Sadat's killer freed
2003-09-29 16:33
Cairo - Egyptian authorities have freed a repentant leader of the Islamic militants who murdered president Anwar Sadat 22 years ago, in a move aimed at showing their grip on security, analysts said on Monday.
Karam Zohdi, 51, a leader of the Jamaa Islamiya group, was freed at the weekend because, law enforcement sources said, he had not only served his sentence, but was also suffering from heart problems and had repented.
He was one of about 1 000 members of the radical Jamaa Islamiya group who promised to give up their militant activities released by Egyptian authorities over the weekend, police said on Monday.
"Almost 1 000 Jamaa Islamiya members who have made a commitment to renounce violence and extremist ideas have been freed," they said.
The Jamaa members were released over the weekend with the approach of the Egyptian national holiday on October 6 marking the anniversary of the 1973 war against Israel.
The authorities said Zohdi, the highest Jamaa member to be freed from prison, has since returned to his family in the southern city of Minya along the Nile.
In a July prison interview with Asharq Al-Awsat newspaper, Zohdi voiced "deep sorrow" for Sadat's murder and called him a "martyr," adding that "if time could be turned back" he would not have approved the attack.
Climate of calm
Sadat was shot and killed by Khaled al-Islambuli, who was one of several Jamaa members who surged from the ranks of a military parade on October 6, 1981 and attacked the official reviewing stand in northern Cairo.
Jamaa and Islamic Jihad, Egypt's other main armed militant group, had struck an alliance to overthrow Sadat, who had courted them when he came to power in 1970 in order to counter the leftist opposition.
Zohdi, head of the Jamaa's ruling consultative council, was sentenced in 1981 to life in prison for approving and helping to plot the assassination.
In Egypt, life amounts to 25 years in prison, but with a year considered nine months rather than 12 months. The authorities never explained why he had not been released more than three years ago.
Montasser al-Zayyat, an Islamist lawyer who has represented militants, said that "in releasing the Jamaa leader, the government want to prove it is confident in itself and in the climate of calm reigning in the country" since a wave of militant violence stopped in the late 1990s.
Pacifist ideas
"The authorities also want to show the confidence between them and the Jamaa, whose leaders inside the country renounced violence" in 1997, Zayyat told AFP.
A police source, asking not to be named, said "the authorities would have derived great benefit from the pacifist ideas he was supporting in prison."
"Zohdi played a major role in the renouncing of violence that was announced by Jamaa leaders from prison in 1997, in abandoning the armed struggle and in dissolving the armed branch of the organisation," the police source said.
Zayyat said that Zohdi "held several meetings with Islamists imprisoned with him and in other detention places. I felt he was not so concerned to leave as to have his (pacifist) ideas spread."
The police source said his release is also beneficial because "someone like Zohdi, a reference for Islamists, is a considerable asset when preaching tolerance and dialogue among the young."
Jamaa's bloody campaign of violence claimed about 1,300 lives in Egypt.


* [Task item]:
Down to the last word, output the records below, skipping any images.

[Items from a figure collection]
╔══

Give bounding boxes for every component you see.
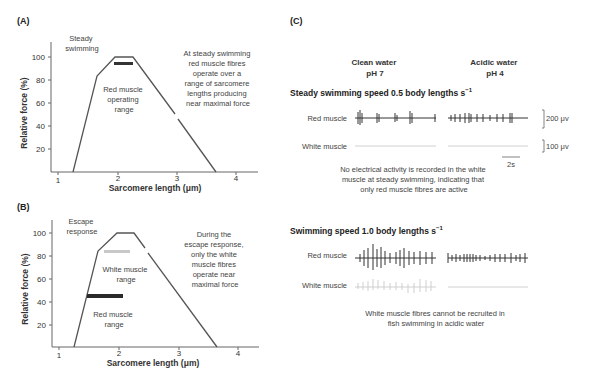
column-clean-water: Clean water pH 7 [351,58,398,78]
x-axis-label: Sarcomere length (μm) [107,358,200,368]
ytick-100: 100 [33,229,47,238]
panel-c-label: (C) [290,16,303,26]
ytick-40: 40 [37,298,46,307]
xtick-1: 1 [56,176,61,185]
row-label-red: Red muscle [307,114,347,123]
panel-a-label: (A) [17,16,30,26]
annotation: During the escape response, only the whi… [184,230,245,289]
trace-red-acidic-steady [448,113,528,123]
y-axis-label: Relative force (%) [20,253,30,324]
section2-title: Swimming speed 1.0 body lengths s−1 [290,225,443,236]
length-tension-curve [73,57,175,172]
ytick-100: 100 [32,53,46,62]
red-range-label: Red muscle range [93,310,135,329]
red-muscle-range-bar [114,62,133,65]
row-label-red: Red muscle [307,251,347,260]
corner-note: Steady swimming [65,34,98,53]
trace-red-clean-steady [355,110,436,125]
length-tension-curve-tail [178,119,216,172]
panel-b: (B) 100 80 60 40 20 1 2 3 4 Sarcomere le… [17,202,259,368]
ytick-20: 20 [37,321,46,330]
panel-b-label: (B) [17,202,30,212]
row-label-white: White muscle [302,142,347,151]
column-acidic-water: Acidic water pH 4 [470,58,519,78]
figure: (A) 100 80 60 40 20 1 2 3 4 Sarcomere le… [0,0,591,382]
scale-bar-200uv [542,110,544,128]
range-label: Red muscle operating range [103,85,145,114]
xtick-1: 1 [57,351,62,360]
ytick-40: 40 [36,122,45,131]
ytick-80: 80 [37,252,46,261]
xtick-4: 4 [234,174,239,183]
panel-c: (C) Clean water pH 7 Acidic water pH 4 S… [290,16,569,328]
row-label-white: White muscle [302,281,347,290]
annotation: At steady swimming red muscle fibres ope… [184,49,253,108]
ytick-60: 60 [37,275,46,284]
scale-white-label: 100 μv [546,142,569,151]
xtick-2: 2 [116,174,121,183]
section1-title: Steady swimming speed 0.5 body lengths s… [290,87,473,98]
red-muscle-range-bar [87,294,123,298]
xtick-3: 3 [177,349,182,358]
white-muscle-range-bar [104,250,130,253]
trace-red-acidic-fast [448,253,528,263]
scale-time-label: 2s [507,160,515,169]
ytick-60: 60 [36,99,45,108]
ytick-80: 80 [36,76,45,85]
note-steady: No electrical activity is recorded in th… [340,165,488,194]
x-axis-label: Sarcomere length (μm) [109,183,202,193]
trace-red-clean-fast [355,244,436,270]
white-range-label: White muscle range [102,265,149,284]
scale-bar-100uv [542,140,544,152]
xtick-2: 2 [117,349,122,358]
y-axis-label: Relative force (%) [19,77,29,148]
panel-a: (A) 100 80 60 40 20 1 2 3 4 Sarcomere le… [17,16,258,193]
xtick-4: 4 [236,349,241,358]
trace-white-clean-fast [355,279,436,293]
note-fast: White muscle fibres cannot be recruited … [365,309,507,328]
corner-note: Escape response [67,217,98,236]
ytick-20: 20 [36,145,45,154]
xtick-3: 3 [175,174,180,183]
scale-red-label: 200 μv [546,114,569,123]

╚══

* [Written response]:
Give bounding boxes for every component you see.
column-clean-water: Clean water pH 7 [351,58,398,78]
x-axis-label: Sarcomere length (μm) [107,358,200,368]
ytick-100: 100 [33,229,47,238]
panel-c-label: (C) [290,16,303,26]
ytick-40: 40 [37,298,46,307]
xtick-1: 1 [56,176,61,185]
row-label-red: Red muscle [307,114,347,123]
panel-a-label: (A) [17,16,30,26]
annotation: During the escape response, only the whi… [184,230,245,289]
trace-red-acidic-steady [448,113,528,123]
y-axis-label: Relative force (%) [20,253,30,324]
section2-title: Swimming speed 1.0 body lengths s−1 [290,225,443,236]
length-tension-curve [73,57,175,172]
ytick-100: 100 [32,53,46,62]
red-range-label: Red muscle range [93,310,135,329]
red-muscle-range-bar [114,62,133,65]
row-label-red: Red muscle [307,251,347,260]
corner-note: Steady swimming [65,34,98,53]
trace-red-clean-steady [355,110,436,125]
length-tension-curve-tail [178,119,216,172]
panel-b: (B) 100 80 60 40 20 1 2 3 4 Sarcomere le… [17,202,259,368]
ytick-20: 20 [37,321,46,330]
panel-b-label: (B) [17,202,30,212]
row-label-white: White muscle [302,142,347,151]
column-acidic-water: Acidic water pH 4 [470,58,519,78]
figure: (A) 100 80 60 40 20 1 2 3 4 Sarcomere le… [0,0,591,382]
scale-bar-200uv [542,110,544,128]
range-label: Red muscle operating range [103,85,145,114]
xtick-1: 1 [57,351,62,360]
ytick-40: 40 [36,122,45,131]
ytick-80: 80 [37,252,46,261]
xtick-4: 4 [234,174,239,183]
panel-c: (C) Clean water pH 7 Acidic water pH 4 S… [290,16,569,328]
row-label-white: White muscle [302,281,347,290]
annotation: At steady swimming red muscle fibres ope… [184,49,253,108]
ytick-60: 60 [37,275,46,284]
scale-white-label: 100 μv [546,142,569,151]
xtick-2: 2 [116,174,121,183]
section1-title: Steady swimming speed 0.5 body lengths s… [290,87,473,98]
red-muscle-range-bar [87,294,123,298]
xtick-3: 3 [177,349,182,358]
white-muscle-range-bar [104,250,130,253]
trace-red-acidic-fast [448,253,528,263]
scale-time-label: 2s [507,160,515,169]
ytick-60: 60 [36,99,45,108]
ytick-80: 80 [36,76,45,85]
note-steady: No electrical activity is recorded in th… [340,165,488,194]
x-axis-label: Sarcomere length (μm) [109,183,202,193]
trace-red-clean-fast [355,244,436,270]
white-range-label: White muscle range [102,265,149,284]
scale-bar-100uv [542,140,544,152]
xtick-2: 2 [117,349,122,358]
y-axis-label: Relative force (%) [19,77,29,148]
panel-a: (A) 100 80 60 40 20 1 2 3 4 Sarcomere le… [17,16,258,193]
xtick-4: 4 [236,349,241,358]
trace-white-clean-fast [355,279,436,293]
note-fast: White muscle fibres cannot be recruited … [365,309,507,328]
corner-note: Escape response [67,217,98,236]
ytick-20: 20 [36,145,45,154]
xtick-3: 3 [175,174,180,183]
scale-red-label: 200 μv [546,114,569,123]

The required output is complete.